Manchin and Barrasso in January. Photo: Anna Rose Layden/Getty Images
Sens. Joe Manchin and John Barrasso are out with a long-awaited proposal to expedite environmental reviews for energy and transmission projects.
Why it matters: The measure will be the baseline for any bipartisan permitting deal during the lame duck session.
- The legislation mirrors some of the ideas Manchin has proposed in previous ill-fated bills. It targets changes to specific industries and infrastructure, rather than sweeping overhauls of underlying environmental laws.
Driving the news: The topline provision is a new 150-day statute of limitations to challenge environmental permits in court — a much-discussed idea that was left out of last year's debt ceiling deal.
- The bill would also effectively toss out the LNG export permits pause by putting a 90-day shot clock on the Energy Department to approve or deny pending applications.
- On transmission, it would require a rulemaking from FERC on interregional power lines (the commission has already moved on smaller regional projects).
- And it includes a big suite of policies to expedite leasing and permitting of geothermal projects and treat them more like oil and gas.
Zoom in: The transmission provisions are significant in a bipartisan bill, given that intense GOP opposition has helped stall the permitting debate for years now.

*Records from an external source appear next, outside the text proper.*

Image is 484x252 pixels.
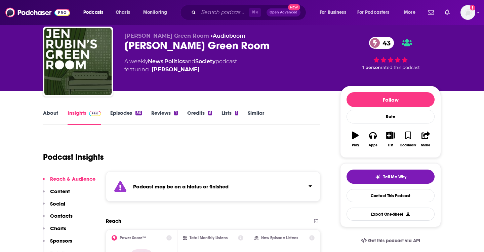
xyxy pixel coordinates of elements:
[362,65,381,70] span: 1 person
[174,111,177,115] div: 1
[186,5,312,20] div: Search podcasts, credits, & more...
[364,127,381,151] button: Apps
[400,143,416,147] div: Bookmark
[346,189,434,202] a: Contact This Podcast
[135,111,142,115] div: 86
[269,11,297,14] span: Open Advanced
[261,235,298,240] h2: New Episode Listens
[249,8,261,17] span: ⌘ K
[50,225,66,231] p: Charts
[50,212,73,219] p: Contacts
[83,8,103,17] span: Podcasts
[50,200,65,207] p: Social
[235,111,238,115] div: 1
[124,33,209,39] span: [PERSON_NAME] Green Room
[68,110,101,125] a: InsightsPodchaser Pro
[442,7,452,18] a: Show notifications dropdown
[110,110,142,125] a: Episodes86
[353,7,399,18] button: open menu
[346,127,364,151] button: Play
[43,152,104,162] h1: Podcast Insights
[43,175,95,188] button: Reach & Audience
[381,65,420,70] span: rated this podcast
[375,174,380,179] img: tell me why sparkle
[44,28,112,95] img: Jen Rubin's Green Room
[187,110,212,125] a: Credits6
[369,143,377,147] div: Apps
[382,127,399,151] button: List
[248,110,264,125] a: Similar
[50,188,70,194] p: Content
[388,143,393,147] div: List
[116,8,130,17] span: Charts
[208,111,212,115] div: 6
[89,111,101,116] img: Podchaser Pro
[185,58,195,65] span: and
[50,237,72,244] p: Sponsors
[320,8,346,17] span: For Business
[383,174,406,179] span: Tell Me Why
[399,7,424,18] button: open menu
[213,33,245,39] a: Audioboom
[421,143,430,147] div: Share
[425,7,436,18] a: Show notifications dropdown
[368,238,420,243] span: Get this podcast via API
[221,110,238,125] a: Lists1
[43,212,73,225] button: Contacts
[460,5,475,20] img: User Profile
[346,92,434,107] button: Follow
[404,8,415,17] span: More
[163,58,164,65] span: ,
[106,171,320,201] section: Click to expand status details
[111,7,134,18] a: Charts
[346,110,434,123] div: Rate
[190,235,227,240] h2: Total Monthly Listens
[164,58,185,65] a: Politics
[399,127,417,151] button: Bookmark
[417,127,434,151] button: Share
[346,169,434,183] button: tell me why sparkleTell Me Why
[199,7,249,18] input: Search podcasts, credits, & more...
[460,5,475,20] button: Show profile menu
[288,4,300,10] span: New
[356,232,425,249] a: Get this podcast via API
[460,5,475,20] span: Logged in as anyalola
[152,66,200,74] a: [PERSON_NAME]
[120,235,146,240] h2: Power Score™
[43,237,72,250] button: Sponsors
[124,66,237,74] span: featuring
[148,58,163,65] a: News
[357,8,389,17] span: For Podcasters
[143,8,167,17] span: Monitoring
[369,37,394,49] a: 43
[50,175,95,182] p: Reach & Audience
[211,33,245,39] span: •
[106,217,121,224] h2: Reach
[43,200,65,213] button: Social
[138,7,176,18] button: open menu
[5,6,70,19] img: Podchaser - Follow, Share and Rate Podcasts
[43,110,58,125] a: About
[43,188,70,200] button: Content
[79,7,112,18] button: open menu
[315,7,354,18] button: open menu
[151,110,177,125] a: Reviews1
[470,5,475,10] svg: Add a profile image
[124,57,237,74] div: A weekly podcast
[266,8,300,16] button: Open AdvancedNew
[133,183,228,190] strong: Podcast may be on a hiatus or finished
[352,143,359,147] div: Play
[346,207,434,220] button: Export One-Sheet
[195,58,215,65] a: Society
[43,225,66,237] button: Charts
[340,33,441,74] div: 43 1 personrated this podcast
[376,37,394,49] span: 43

- The bill would eliminate DOE's authority to designate National Interest Electric Transmission Corridors. Instead, FERC would be given power to determine that a transmission line is in the national interest.
- Smaller grid improvements and projects in existing rights of way would get an easier NEPA permitting process.
- And it would tackle the sticky issue of cost allocation by setting up a quantifiable standard based on reliability benefits and other factors to help decide who pays for power lines.
The bill also sets out a whole bunch of other targeted changes across the mining, renewable and oil and gas industries.
- That includes mandated lease sales for both offshore oil and offshore wind and new deadlines for Interior to make decisions on coal leasing.
- And notably, there's language to deal with the impacts of the Rosemont decision by creating a new claims system for hardrock miners to site their mine-related infrastructure on federal lands.
Reality check: Senate Majority Leader Chuck Schumer has publicly declared that getting a permitting deal over the finish line would be "virtually impossible."
Our thought bubble: The bill likely won't fully satisfy folks in industry and Republican hardliners who want to open up the Clean Water Act, Clean Air Act or Endangered Species Act.
- But while the outlook for a permitting bill still isn't great, this certainly makes it more possible.
Editor's note: This story has been clarified to specify that per the bill, the Energy Department would no longer have any role in designating National Interest Electric Transmission Corridors.